The Nuremberg IV principle and its reference to individual responsibility were also controversial in Canada in Hinzman v. Canada. Jeremy Hinzman was a U.S. Army deserter who claimed refugee status in Canada as a conscientious objector, one of many resistance fighters during the Iraq War. Hinzman`s lawyer, Jeffry House, had previously raised the question of the legality of the Iraq war as relevant to his case. The Federal Court`s judgment was published on 31 March 2006 and rejected the application for refugee status. [6] [7] In her decision, Justice Anne L. Mactavish addressed the issue of personal responsibility: The ICC`s predecessors are primarily the Nuremberg and Tokyo Tribunals, which were created by the victorious Allies after World War II. These tribunals have been accused of being unjust and merely institutions of “victors` justice”, but they have nevertheless laid the foundations of modern international criminal law. These were the first courts before which perpetrators of violations of international law were held accountable for their crimes. They also recognized individual responsibility and rejected historically used defensive measures based on state sovereignty. These principles of international law, recognized in the Nuremberg Charter and judgments, were subsequently reaffirmed in a resolution of the United Nations General Assembly. The idea of a “war crime” or war crime is not new to modern legal vocabulary.

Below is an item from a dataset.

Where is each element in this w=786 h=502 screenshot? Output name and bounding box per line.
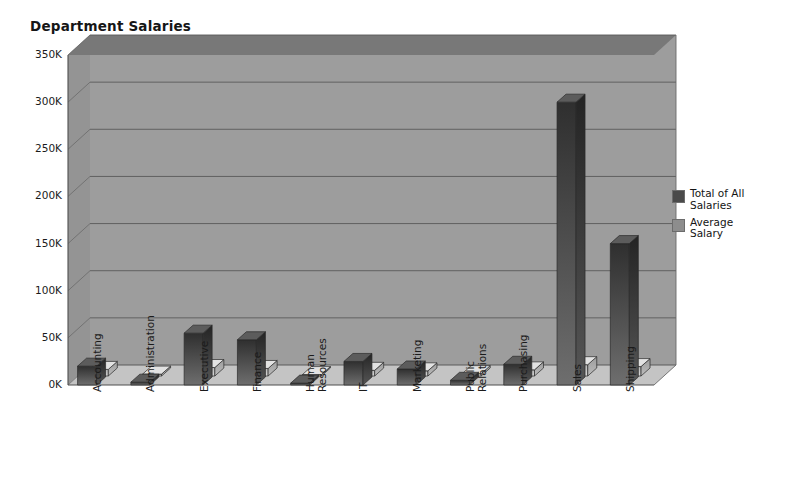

Unorthodox practices during a war have been characterized as war crimes in many conflict scenarios. However, these war crimes were not in themselves punishable by any international tribunal (mainly because of the virtual absence of such a legal apparatus in the United Nations) and constituted a concept without consequences, a general concept that hovered in the aftermath of wars and did not concern the individual as such, but was based on the concept of State responsibility. It is only since the elaboration of a doctrine of human rights, fundamental and documented universal principles, that such crimes have materialized into legal occupation due to the development of the term “crimes against humanity” and its derivative violations. The concept of “crimes against humanity” is the product of very recent historical, political and social events that have placed war crimes in a different light in international law and human rights framework, which have permeated the laws of war as an international phenomenon codified in many respects. As a provision, it was the first step that initiated a completely new approach on the part of part of the international community to certain attacks against civilians in times of war and also in times of peace. Some practices have theoretically become “illegal” in the broadest sense within the international community, criminalizing governments, collectives and individuals, whether military or civilian, and involving the commission of both individual and collective crimes. After the emergence of this idea, conventions emerged, as well as resolutions and other relevant laws emanating from international bodies and bodies (mainly the United Nations). The ultimate reason for the emergence of these provisions was, theoretically and taking into account political considerations, the protection of man as an individual, regardless of geographical, political or social factors and circumstances, and thus became, so to speak, a “human right” in its own right. Crimes against humanity as a new principle arose after World War II, as a result of the Nazi Committee on Atrocities Before and During Armed Conflict.
The founding of the United Nations in 1945 was, in a way, the embodiment of the general fear of these atrocities that would never be committed, and that institution played an important role in developing legal doctrines that included concepts such as crimes against humanity that first emerged in legal and conceptual form prior to the Nuremberg trials in 1945. during the London Agreement of 1945 and its Charter, which laid the groundwork for the creation of a military tribunal.